1962 High School days - coming of age - hot rods - drive-ins - Mel's - rock 'n' roll. A nostalgic glimpse of a group of California teenagers as they cruise the streets on their last summer night before college played out against the unforgettable music hits of the era. And an innocent period prior to the JFK assassination and the expansion of the Vietnam War catastrophe.
This paperback edition also contains 70 stills to compliment the screenplay.
"An altogether endearing movie that turns back the clock to an age of sublime innocence. Warm, funny, and poignant, a richly entertaining movie guaranteed to please nearly everyone!" -- Kathleen Carroll, New York Daily News.
"Brilliant ... bittersweet ... Lucas and his co-writers Gloria Katz and Willard Huyck, build a structure of rich comic incident that is rooted in wisdom about adolescence ...... " -- Paul D. Zimmerman, Newsweek.
* Winner Best Screenplay - National Society of Film Critics. * Winner Best Screenplay - New York Film Critics Circle. * Nominated Best Comedy Written Directly for the Screen - Writers Guild of America.
This is the screenplay for the legendary movie. What makes it such an interesting read is that it is the original screenplay, meaning that scenes that were never filmed, or were cut due to time and budget, are still here. This adds a layer of depth to the characters for fans of the film. Each character has several scenes and quite a bit of dialog that never appeared in any version of the finished film.
I was born in Stockton and raised in Modesto (where this movie takes place - George Lucas was from Modesto). I entered the freshman class of Thomas Downey High School (Dewey High? - the names are pretty similar) in September, 1962, so figuratively speaking I was at the Hop where Steve and Laurie led out with the first dance. When I first saw the movie in 1973, it had tremendous sentimental significance for he. Having just read the screen play, my recollection of those teenage years all comes back. Lucas changed some of the names, but others I remember: G Street, 10th Street, Paradise Road, Pharoahs, etc. Though I didn't buy into the language, antics and night-time "cruising" or "dragging" scene, many of my friends did, and Lucas' portrayal is true to life. A slice of Americana particularly nostalgic to me.
This is a great book to have around for impromptu recording parties, as it contains the entire screenplay for this iconic film along with inspiring pictures. Get two copies if you can swing it. Beyond that, you just need four people of passable acting talent, two bottles of wine to warm the vocal chords, and a tape recorder to document it all. If you're feeling ambitious, get out your record player and your AmGraf soundtrack and synchronize the songs to the scenes as you perform them. It's like movie karaoke!
A marvelous job of conveying the unconveyable: all that excitement with the Wolfman as the de facto host of the party. A book (and movie) which somehow wraps up all the loose ends and individual characters into a perfect whole. Much like the similarly manic Fast Times at Ridgemont High would do a decade later.

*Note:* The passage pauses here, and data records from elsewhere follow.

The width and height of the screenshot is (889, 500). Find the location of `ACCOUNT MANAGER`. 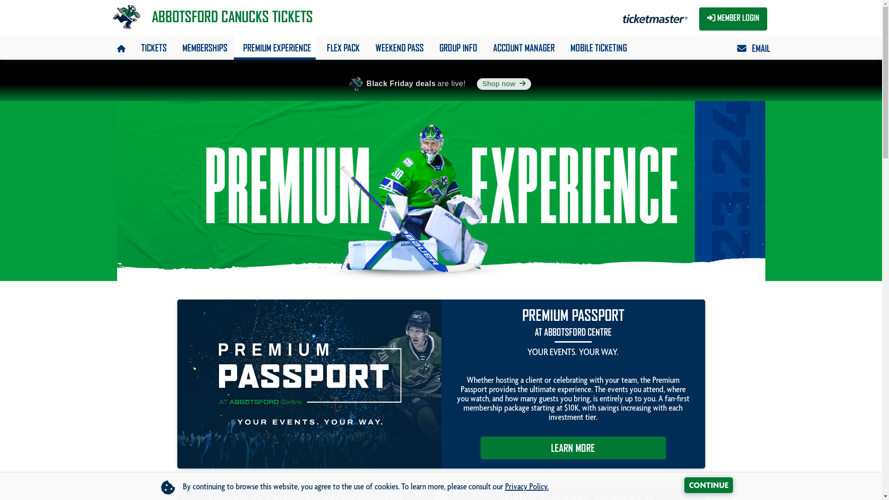

ACCOUNT MANAGER is located at coordinates (522, 47).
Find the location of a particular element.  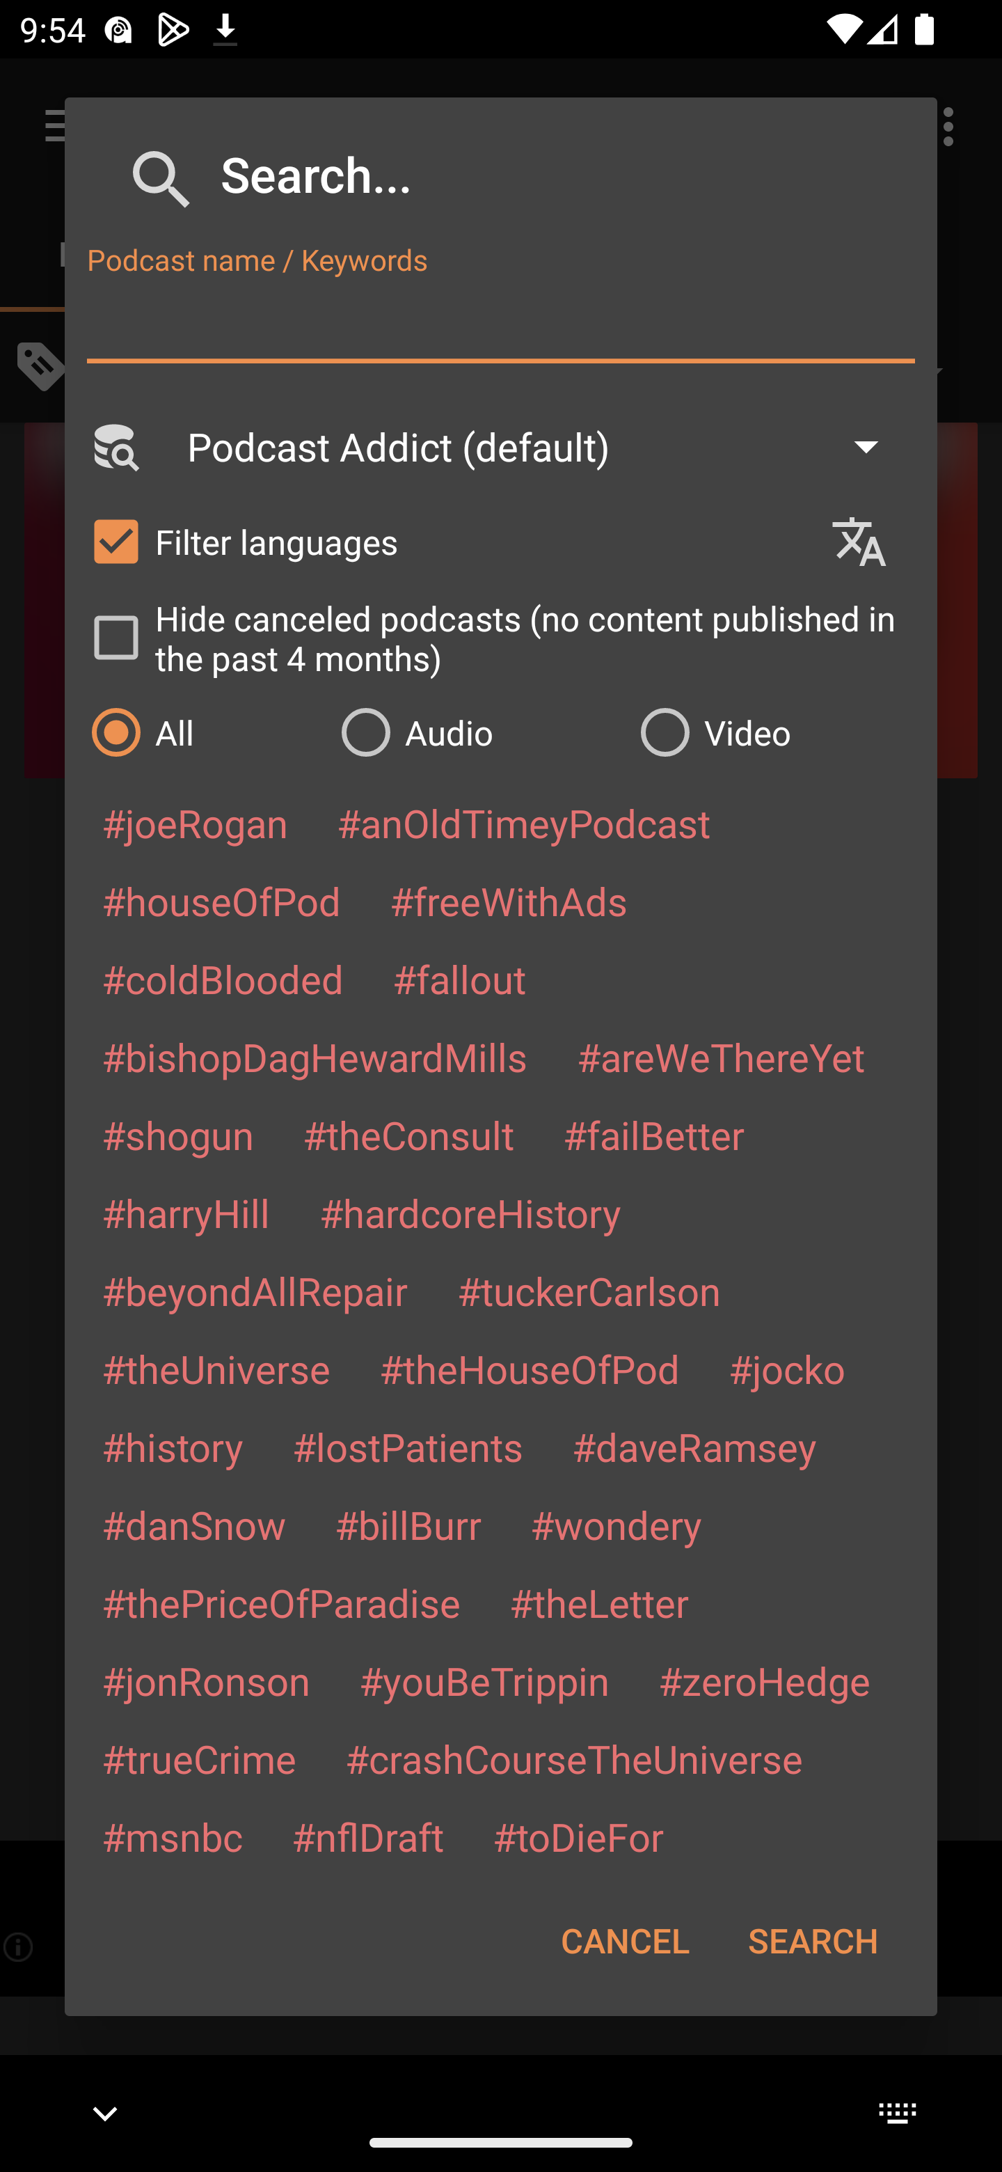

I remember watching this movie multiple times growing up. I loved all the cars and music (my parents had the soundtrack) and seeing all the young actors who were by now grown and famous. My favorite part of this book was the short bios of the director, producer, and top cast of characters at the end. George Lucas was the director, but this was written well before he became famous for Star Wars, so the strongest praise they have for him at this point is that he was an assistant to Coppola on a few films and made THX-1138 (which is really interesting if you haven’t watched it!). Harrison Ford was not even high enough on the list of actors to be given a bio! It was really interesting to see where a lot of young people got their big break.
Scripts may never be quite as good the films made from them, bit this is an unusually readable one, and shows that with the right collaborators, Lucas could make stories with the human touch that his later movies lacked.